The Weight of Your World

I got married young. Back then, I would have never admitted I was young—back then I was 21 and had it figured out. Back then is nothing like now. Now it’s ten years later, I’m single, I’m dating, I’m changing my career, and nothing is figured out.

Does anyone have it figured out?

The driving conversation we all seem to be having it what we are missing. What we lost of ourselves along the way. Take math. I used to love it. I used to calculate parabolic equations with abandon and be able to write papers on Shakespeare as well. We all did, in high school. That was when you could do everything, and were supposed to do everything. But that came college, majors, specializations, adulthood. Does that mean I can’t do math anymore? I hope not. But I miss it. I miss the simplicity of looking at a formula and getting to an answer. I miss the quantification of it. But I had to let it go to pursue other things. Because at some point you can’t seem to take it all with you.

I’m traveling around the country right now talking to people from South Beach to Portland about what they wish they’d held onto. It’s adventure, math, broomball, international awareness, travel, stability. We meet each other across tables and see what we left in the opposite reflection across the shellac.

I’ve been in my line of work for over a decade, but I don’t feel old enough to have done anything for a decade. (And we’re not even going to talk about the fact that I was with a man who is no longer a part of my life for a similar decade). It seems that it is right at this moment that we all look around and say, “What the hell have I done to my life without my knowing it. What have I given up?” And it seems if we don’t claim it now that we might never get it back.

It’s that icky feeling we get when we realize that it’s not all going to be slick. I think I wanted slick, back at 21 when I walked down a dirt aisle on a mountain overlook to join my adult life in the form of marriage. I wanted everything to be packaged as one thing, because without knowing it, I had decided that this would make it all easier. If life had one direction, than I could live it without always wondering what else was out there, what else I should be doing, what else I should know.

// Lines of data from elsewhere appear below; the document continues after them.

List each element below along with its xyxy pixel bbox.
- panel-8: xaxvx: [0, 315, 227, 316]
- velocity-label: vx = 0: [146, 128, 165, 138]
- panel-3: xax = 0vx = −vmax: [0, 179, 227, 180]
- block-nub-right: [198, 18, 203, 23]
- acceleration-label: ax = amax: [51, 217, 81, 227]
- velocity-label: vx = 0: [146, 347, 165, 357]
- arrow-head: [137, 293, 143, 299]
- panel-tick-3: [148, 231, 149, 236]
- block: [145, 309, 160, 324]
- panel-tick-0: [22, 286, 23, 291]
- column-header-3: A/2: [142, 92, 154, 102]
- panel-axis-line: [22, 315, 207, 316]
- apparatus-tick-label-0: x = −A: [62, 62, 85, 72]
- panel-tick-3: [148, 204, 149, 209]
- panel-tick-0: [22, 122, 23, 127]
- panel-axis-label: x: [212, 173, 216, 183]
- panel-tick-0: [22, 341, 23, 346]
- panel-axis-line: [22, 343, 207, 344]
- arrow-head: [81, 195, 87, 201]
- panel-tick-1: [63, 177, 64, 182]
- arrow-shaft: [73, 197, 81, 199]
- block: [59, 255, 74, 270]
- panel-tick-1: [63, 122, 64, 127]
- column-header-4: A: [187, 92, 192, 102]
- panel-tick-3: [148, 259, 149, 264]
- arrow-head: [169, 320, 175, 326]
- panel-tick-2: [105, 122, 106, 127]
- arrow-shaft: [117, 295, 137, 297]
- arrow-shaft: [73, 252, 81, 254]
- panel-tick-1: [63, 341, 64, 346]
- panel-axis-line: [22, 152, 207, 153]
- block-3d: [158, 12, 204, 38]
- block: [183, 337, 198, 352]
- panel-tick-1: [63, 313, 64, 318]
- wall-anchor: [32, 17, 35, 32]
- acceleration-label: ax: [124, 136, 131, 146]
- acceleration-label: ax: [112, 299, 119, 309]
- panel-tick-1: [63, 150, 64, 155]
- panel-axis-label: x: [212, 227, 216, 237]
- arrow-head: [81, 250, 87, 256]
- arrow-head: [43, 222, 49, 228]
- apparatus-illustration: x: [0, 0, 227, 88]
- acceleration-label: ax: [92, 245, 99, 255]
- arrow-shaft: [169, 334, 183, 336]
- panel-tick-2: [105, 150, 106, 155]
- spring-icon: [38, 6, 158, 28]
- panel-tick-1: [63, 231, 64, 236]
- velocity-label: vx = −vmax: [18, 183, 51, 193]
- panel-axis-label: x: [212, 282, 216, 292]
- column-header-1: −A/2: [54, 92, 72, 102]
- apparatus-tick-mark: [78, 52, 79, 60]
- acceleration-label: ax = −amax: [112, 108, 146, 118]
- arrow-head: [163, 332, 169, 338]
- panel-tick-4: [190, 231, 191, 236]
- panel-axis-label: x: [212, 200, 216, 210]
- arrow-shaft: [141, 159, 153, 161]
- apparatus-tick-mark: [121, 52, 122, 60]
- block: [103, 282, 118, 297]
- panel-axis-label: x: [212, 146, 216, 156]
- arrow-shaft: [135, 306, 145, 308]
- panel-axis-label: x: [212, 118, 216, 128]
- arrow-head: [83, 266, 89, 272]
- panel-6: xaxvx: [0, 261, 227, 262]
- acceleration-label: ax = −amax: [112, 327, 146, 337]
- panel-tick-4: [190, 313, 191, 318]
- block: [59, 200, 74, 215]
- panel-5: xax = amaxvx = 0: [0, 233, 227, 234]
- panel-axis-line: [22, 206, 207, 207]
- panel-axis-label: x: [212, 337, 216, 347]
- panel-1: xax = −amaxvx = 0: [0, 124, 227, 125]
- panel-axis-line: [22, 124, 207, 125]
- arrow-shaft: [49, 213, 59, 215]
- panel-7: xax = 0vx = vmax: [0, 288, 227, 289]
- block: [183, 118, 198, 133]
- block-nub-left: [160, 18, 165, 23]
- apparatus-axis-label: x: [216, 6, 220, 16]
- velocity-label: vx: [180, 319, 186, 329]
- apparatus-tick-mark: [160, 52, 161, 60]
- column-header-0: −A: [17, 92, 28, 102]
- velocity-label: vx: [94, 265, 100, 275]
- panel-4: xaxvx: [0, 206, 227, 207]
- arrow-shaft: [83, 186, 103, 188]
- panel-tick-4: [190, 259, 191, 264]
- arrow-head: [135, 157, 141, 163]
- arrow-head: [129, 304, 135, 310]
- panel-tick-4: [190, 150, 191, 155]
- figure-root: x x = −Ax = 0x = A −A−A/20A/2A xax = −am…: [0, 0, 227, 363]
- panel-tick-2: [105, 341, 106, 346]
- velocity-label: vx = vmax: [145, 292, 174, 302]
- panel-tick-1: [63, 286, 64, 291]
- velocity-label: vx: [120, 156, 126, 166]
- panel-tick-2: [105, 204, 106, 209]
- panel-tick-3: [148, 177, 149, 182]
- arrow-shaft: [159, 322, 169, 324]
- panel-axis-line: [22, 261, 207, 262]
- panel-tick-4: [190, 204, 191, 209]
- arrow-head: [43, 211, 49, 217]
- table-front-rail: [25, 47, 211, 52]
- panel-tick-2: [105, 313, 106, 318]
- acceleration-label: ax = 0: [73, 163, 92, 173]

After my parents told me I could do anything (see Free Time below) they would often have to tell me, five days later post meltdown, that I was not supposed to try and do everything all at once. I feel I want to say the same to myself, and others, right now.

What if things are not lost, but are merely temporarily displaced?    What if they adventure drive that you had at 23, when you hitchhiked through Malaysia, is still there, but taking a break? What if it doesn’t all have to be firing at the same time?

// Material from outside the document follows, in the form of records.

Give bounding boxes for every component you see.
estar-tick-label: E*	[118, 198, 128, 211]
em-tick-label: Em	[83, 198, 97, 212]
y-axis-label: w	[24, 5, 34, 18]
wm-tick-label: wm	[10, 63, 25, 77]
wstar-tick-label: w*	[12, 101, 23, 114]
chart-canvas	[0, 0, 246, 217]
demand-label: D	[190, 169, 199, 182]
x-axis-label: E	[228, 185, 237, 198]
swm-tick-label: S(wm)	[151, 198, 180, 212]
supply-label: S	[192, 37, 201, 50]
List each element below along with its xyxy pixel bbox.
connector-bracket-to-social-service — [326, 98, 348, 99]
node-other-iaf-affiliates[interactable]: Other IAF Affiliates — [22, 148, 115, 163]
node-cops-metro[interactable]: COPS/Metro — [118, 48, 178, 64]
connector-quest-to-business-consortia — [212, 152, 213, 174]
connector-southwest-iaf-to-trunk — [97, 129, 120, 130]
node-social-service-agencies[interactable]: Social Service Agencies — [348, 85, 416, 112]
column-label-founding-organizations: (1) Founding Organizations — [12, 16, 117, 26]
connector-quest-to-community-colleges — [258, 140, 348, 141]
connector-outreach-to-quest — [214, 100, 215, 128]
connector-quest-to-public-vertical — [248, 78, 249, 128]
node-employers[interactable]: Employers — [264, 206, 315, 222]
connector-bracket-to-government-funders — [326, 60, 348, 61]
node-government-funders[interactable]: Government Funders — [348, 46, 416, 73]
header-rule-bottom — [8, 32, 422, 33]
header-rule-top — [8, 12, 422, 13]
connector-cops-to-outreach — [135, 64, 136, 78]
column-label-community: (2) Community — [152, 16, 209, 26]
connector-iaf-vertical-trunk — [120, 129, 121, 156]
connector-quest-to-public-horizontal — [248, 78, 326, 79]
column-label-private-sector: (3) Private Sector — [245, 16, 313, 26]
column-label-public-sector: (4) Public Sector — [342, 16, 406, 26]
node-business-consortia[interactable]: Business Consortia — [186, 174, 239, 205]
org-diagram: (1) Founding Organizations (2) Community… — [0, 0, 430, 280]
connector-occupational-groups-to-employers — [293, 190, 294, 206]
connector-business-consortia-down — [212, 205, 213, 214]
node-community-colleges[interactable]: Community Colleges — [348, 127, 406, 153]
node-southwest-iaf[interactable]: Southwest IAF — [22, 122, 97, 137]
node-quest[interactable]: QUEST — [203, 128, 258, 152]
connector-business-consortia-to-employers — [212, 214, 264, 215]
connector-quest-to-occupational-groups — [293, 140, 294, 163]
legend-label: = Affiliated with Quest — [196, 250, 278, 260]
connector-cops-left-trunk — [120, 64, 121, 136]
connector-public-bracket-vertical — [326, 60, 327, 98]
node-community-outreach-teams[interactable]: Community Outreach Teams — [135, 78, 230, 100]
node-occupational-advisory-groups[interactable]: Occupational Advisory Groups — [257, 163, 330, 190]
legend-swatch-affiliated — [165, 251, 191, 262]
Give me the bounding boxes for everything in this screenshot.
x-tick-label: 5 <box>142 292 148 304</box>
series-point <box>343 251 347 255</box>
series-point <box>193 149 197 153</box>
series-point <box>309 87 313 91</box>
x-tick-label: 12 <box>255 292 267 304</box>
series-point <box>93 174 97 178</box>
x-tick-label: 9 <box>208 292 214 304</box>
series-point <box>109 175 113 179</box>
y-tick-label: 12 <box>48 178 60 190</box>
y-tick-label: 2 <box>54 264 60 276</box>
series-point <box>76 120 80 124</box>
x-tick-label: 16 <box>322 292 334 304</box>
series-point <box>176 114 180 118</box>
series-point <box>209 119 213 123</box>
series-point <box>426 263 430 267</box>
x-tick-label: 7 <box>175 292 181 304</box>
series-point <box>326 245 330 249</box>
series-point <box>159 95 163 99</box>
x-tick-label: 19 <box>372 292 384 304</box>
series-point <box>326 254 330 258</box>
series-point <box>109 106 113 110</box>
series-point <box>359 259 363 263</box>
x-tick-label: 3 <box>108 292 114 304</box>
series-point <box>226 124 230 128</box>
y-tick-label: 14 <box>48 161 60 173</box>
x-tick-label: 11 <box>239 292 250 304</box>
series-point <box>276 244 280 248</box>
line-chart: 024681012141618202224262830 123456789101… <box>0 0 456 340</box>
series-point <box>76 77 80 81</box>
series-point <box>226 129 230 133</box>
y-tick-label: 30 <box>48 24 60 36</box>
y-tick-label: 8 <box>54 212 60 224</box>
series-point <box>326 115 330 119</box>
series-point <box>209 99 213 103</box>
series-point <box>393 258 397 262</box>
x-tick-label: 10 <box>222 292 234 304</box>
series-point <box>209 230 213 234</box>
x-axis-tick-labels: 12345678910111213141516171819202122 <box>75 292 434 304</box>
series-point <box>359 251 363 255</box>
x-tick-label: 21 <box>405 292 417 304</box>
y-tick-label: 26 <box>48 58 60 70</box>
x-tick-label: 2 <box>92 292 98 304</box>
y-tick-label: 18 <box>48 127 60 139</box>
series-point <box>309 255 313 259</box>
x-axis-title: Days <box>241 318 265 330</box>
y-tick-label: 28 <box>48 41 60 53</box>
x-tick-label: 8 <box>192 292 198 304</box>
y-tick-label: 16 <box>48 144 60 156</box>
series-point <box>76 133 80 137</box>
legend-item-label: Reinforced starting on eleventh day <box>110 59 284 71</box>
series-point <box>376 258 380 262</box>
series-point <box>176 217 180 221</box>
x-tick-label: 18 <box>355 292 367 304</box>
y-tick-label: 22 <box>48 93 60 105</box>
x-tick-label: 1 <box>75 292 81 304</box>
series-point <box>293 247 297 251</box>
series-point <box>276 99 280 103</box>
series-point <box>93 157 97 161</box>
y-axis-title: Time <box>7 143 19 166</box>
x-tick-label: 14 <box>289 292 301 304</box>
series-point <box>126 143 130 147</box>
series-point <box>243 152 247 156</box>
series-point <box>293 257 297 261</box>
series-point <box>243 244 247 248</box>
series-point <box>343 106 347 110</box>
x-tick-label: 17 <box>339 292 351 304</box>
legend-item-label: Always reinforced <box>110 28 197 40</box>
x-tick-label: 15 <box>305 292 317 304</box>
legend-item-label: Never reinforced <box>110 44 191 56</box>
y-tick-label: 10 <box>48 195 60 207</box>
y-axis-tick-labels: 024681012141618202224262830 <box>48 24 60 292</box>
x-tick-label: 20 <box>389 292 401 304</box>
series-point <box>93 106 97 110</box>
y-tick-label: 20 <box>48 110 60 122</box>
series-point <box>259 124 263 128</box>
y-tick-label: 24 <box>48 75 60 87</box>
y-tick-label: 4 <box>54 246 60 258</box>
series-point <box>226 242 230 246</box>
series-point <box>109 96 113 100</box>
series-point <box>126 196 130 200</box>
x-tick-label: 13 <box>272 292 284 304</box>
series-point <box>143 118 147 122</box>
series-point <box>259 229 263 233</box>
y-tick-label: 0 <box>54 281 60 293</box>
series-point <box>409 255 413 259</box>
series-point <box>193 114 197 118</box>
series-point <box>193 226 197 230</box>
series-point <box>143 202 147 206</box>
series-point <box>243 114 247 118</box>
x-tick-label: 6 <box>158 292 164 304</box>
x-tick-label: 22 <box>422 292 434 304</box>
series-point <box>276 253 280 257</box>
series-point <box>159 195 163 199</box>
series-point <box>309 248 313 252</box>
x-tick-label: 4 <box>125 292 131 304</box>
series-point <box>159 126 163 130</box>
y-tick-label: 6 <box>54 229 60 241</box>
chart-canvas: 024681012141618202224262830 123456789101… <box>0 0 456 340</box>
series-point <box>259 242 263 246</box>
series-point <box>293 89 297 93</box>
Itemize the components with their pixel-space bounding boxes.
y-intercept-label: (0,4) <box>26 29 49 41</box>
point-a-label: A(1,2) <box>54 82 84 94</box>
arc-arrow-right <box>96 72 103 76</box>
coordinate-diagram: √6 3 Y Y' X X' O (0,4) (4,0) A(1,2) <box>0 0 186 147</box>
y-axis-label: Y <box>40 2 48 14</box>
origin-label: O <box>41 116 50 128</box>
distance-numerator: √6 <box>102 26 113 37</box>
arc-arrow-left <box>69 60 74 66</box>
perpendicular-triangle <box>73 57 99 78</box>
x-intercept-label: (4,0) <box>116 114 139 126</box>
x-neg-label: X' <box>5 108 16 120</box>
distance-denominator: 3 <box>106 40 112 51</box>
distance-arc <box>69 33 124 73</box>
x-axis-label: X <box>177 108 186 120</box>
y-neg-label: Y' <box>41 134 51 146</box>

Right before I got married young I wanted to save the world. I would go to bookstores every four months and stock up on political titles I thought would be good to have read. I plodded through Kissinger’s Diplomacy at age 18. It was not pretty. I abandoned this path, or so it seemed. Because I didn’t absorb any of it, because I had to make room for my other life. But yesterday I spent four hours online looking at the political structure of Ethiopia and how it relates to US foreign policy. The words that would not have stuck three years ago suddenly held traction in my mind. And this made me realize that perhaps I could trust that the things I want, and the things I wanted, might merge again.